Xiang Zhou, PhD

Professor of Statistics and Data Science

Xiang Zhou

Contact Information

Xiang Zhou is a Professor in the Department of Statistics and Data Science at Yale University. He earned a BS in Biology from Peking University in 2004, followed by an MS in Statistics (2009) and a PhD in Neurobiology (2010) from Duke University. He completed postdoctoral training in the Department of Human Genetics at the University of Chicago (2010–2013), where he later served as the Williams H. Kruskal Instructor in the Department of Statistics (2013–2014). Dr. Zhou joined the Department of Biostatistics at the University of Michigan as an Assistant Professor in 2014. He held the John G. Searle Assistant Professorship from 2018 to 2019 and was promoted to Associate Professor in 2019 and to full Professor in 2023. He served as Assistant Director of Precision Health (2022–2025) and, in 2025, became Assistant Director of Artificial Intelligence and Digital Health Innovation (AI&DHI). He joined Yale University in 2025. Dr. Zhou is a Fellow of the American Statistical Association and the recipient of the 2024 Mid-career Biosciences Faculty Achievement Recognition (MBioFAR) Award and the 2025 ICIBM Eminent Scholar Award. He is a standing member of the NIH MRAA Study Section and serves as an Associate Editor for PLOS Genetics, Journal of the American Statistical Association, and Annals of Applied Statistics. In 2024, he was Program Chair for the Section on Statistics in Genomics and Genetics of the American Statistical Association. His research centers on genomic data science, with a focus on developing advanced statistical and machine learning methods, including deep learning and AI tools, for the analysis of large-scale, high-dimensional genetic and genomic data. His work spans a range of application areas, including genome-wide association studies, single-cell sequencing, and spatial multi-omics.

What do you do with Data Science?

Our research centers on genomic data science, where we develop cutting-edge statistical and machine learning (ML) methods, including deep learning and artificial intelligence (DL/AI) tools, to empower the effective analysis of large-scale, high-dimensional genetic and genomic studies. Key methodological areas include mixed-effects models, spatial statistics, causal inference, mediation analysis, Bayesian methods including nonparametrics, kernel methods, graphical models, mixture models, continuous and discrete latent variable models, Poisson process and Gaussian process models, integrative modeling, statistical computing, approximate and scalable inference, and, more recently, deep learning. Key application areas include genome-wide association studies (GWAS), transcriptome wide association studies (TWAS), molecular quantitative trait loci (QTL) mapping studies such as expression QTL (eQTL) and methylation QTL (mQTL) mapping studies, and various functional genomic studies such as chromatin immunoprecipitation sequencing (ChIPseq), bulk RNA sequencing (RNAseq), single cell RNAseq (scRNAseq), bisulfite sequencing (BSseq), and, more recently, spatial omics studies. By developing novel analytic methods for state-of-the-art genetic and genomic techniques, our goal is to extract key biological insights from these data, advancing our understanding of how genomic variation influences biological functions and contributes to phenotypic variation in various human diseases and disease related complex traits.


### Task objective:
Retype all entries exactly as they stand, excluding pictures.

[Data excerpts]
• • • • •

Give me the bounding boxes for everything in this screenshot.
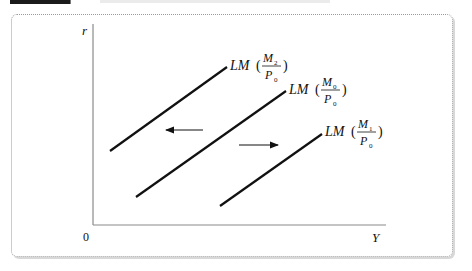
- svg-text:LM: LM: [288, 82, 310, 97]
- svg-text:(: (: [315, 82, 320, 98]
- lm-curve-m2: [110, 67, 227, 151]
- label-lm-m0: LM ( M 0 P 0 ): [288, 75, 347, 108]
- lm-curve-m0: [136, 91, 286, 197]
- x-axis-label: Y: [372, 230, 381, 245]
- origin-label: 0: [83, 230, 89, 244]
- svg-text:(: (: [256, 58, 261, 74]
- lm-diagram: r Y 0 LM ( M 2 P 0 ) LM ( M 0 P 0 ) LM (…: [0, 0, 472, 271]
- svg-text:LM: LM: [229, 58, 251, 73]
- y-axis-label: r: [82, 23, 88, 38]
- svg-text:P: P: [264, 68, 273, 82]
- svg-text:M: M: [321, 75, 333, 89]
- svg-text:P: P: [323, 92, 332, 106]
- svg-text:P: P: [359, 134, 368, 148]
- svg-text:0: 0: [369, 142, 373, 150]
- label-lm-m1: LM ( M 1 P 0 ): [324, 117, 383, 150]
- svg-text:): ): [283, 58, 288, 74]
- svg-text:): ): [342, 82, 347, 98]
- svg-text:0: 0: [274, 76, 278, 84]
- svg-text:): ): [378, 124, 383, 140]
- label-lm-m2: LM ( M 2 P 0 ): [229, 51, 288, 84]
- svg-text:M: M: [262, 51, 274, 65]
- svg-text:0: 0: [333, 100, 337, 108]
- svg-text:M: M: [357, 117, 369, 131]
- svg-text:(: (: [351, 124, 356, 140]
- svg-text:LM: LM: [324, 124, 346, 139]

• • • • •

### Solution for this task:
Give me the bounding boxes for everything in this screenshot.
- svg-text:LM: LM: [288, 82, 310, 97]
- svg-text:(: (: [315, 82, 320, 98]
- lm-curve-m2: [110, 67, 227, 151]
- label-lm-m0: LM ( M 0 P 0 ): [288, 75, 347, 108]
- lm-curve-m0: [136, 91, 286, 197]
- x-axis-label: Y: [372, 230, 381, 245]
- origin-label: 0: [83, 230, 89, 244]
- svg-text:(: (: [256, 58, 261, 74]
- lm-diagram: r Y 0 LM ( M 2 P 0 ) LM ( M 0 P 0 ) LM (…: [0, 0, 472, 271]
- svg-text:LM: LM: [229, 58, 251, 73]
- y-axis-label: r: [82, 23, 88, 38]
- svg-text:P: P: [264, 68, 273, 82]
- svg-text:M: M: [321, 75, 333, 89]
- svg-text:P: P: [323, 92, 332, 106]
- svg-text:P: P: [359, 134, 368, 148]
- svg-text:0: 0: [369, 142, 373, 150]
- label-lm-m1: LM ( M 1 P 0 ): [324, 117, 383, 150]
- svg-text:): ): [283, 58, 288, 74]
- svg-text:): ): [342, 82, 347, 98]
- svg-text:0: 0: [274, 76, 278, 84]
- svg-text:): ): [378, 124, 383, 140]
- label-lm-m2: LM ( M 2 P 0 ): [229, 51, 288, 84]
- svg-text:M: M: [262, 51, 274, 65]
- svg-text:0: 0: [333, 100, 337, 108]
- svg-text:M: M: [357, 117, 369, 131]
- svg-text:(: (: [351, 124, 356, 140]
- svg-text:LM: LM: [324, 124, 346, 139]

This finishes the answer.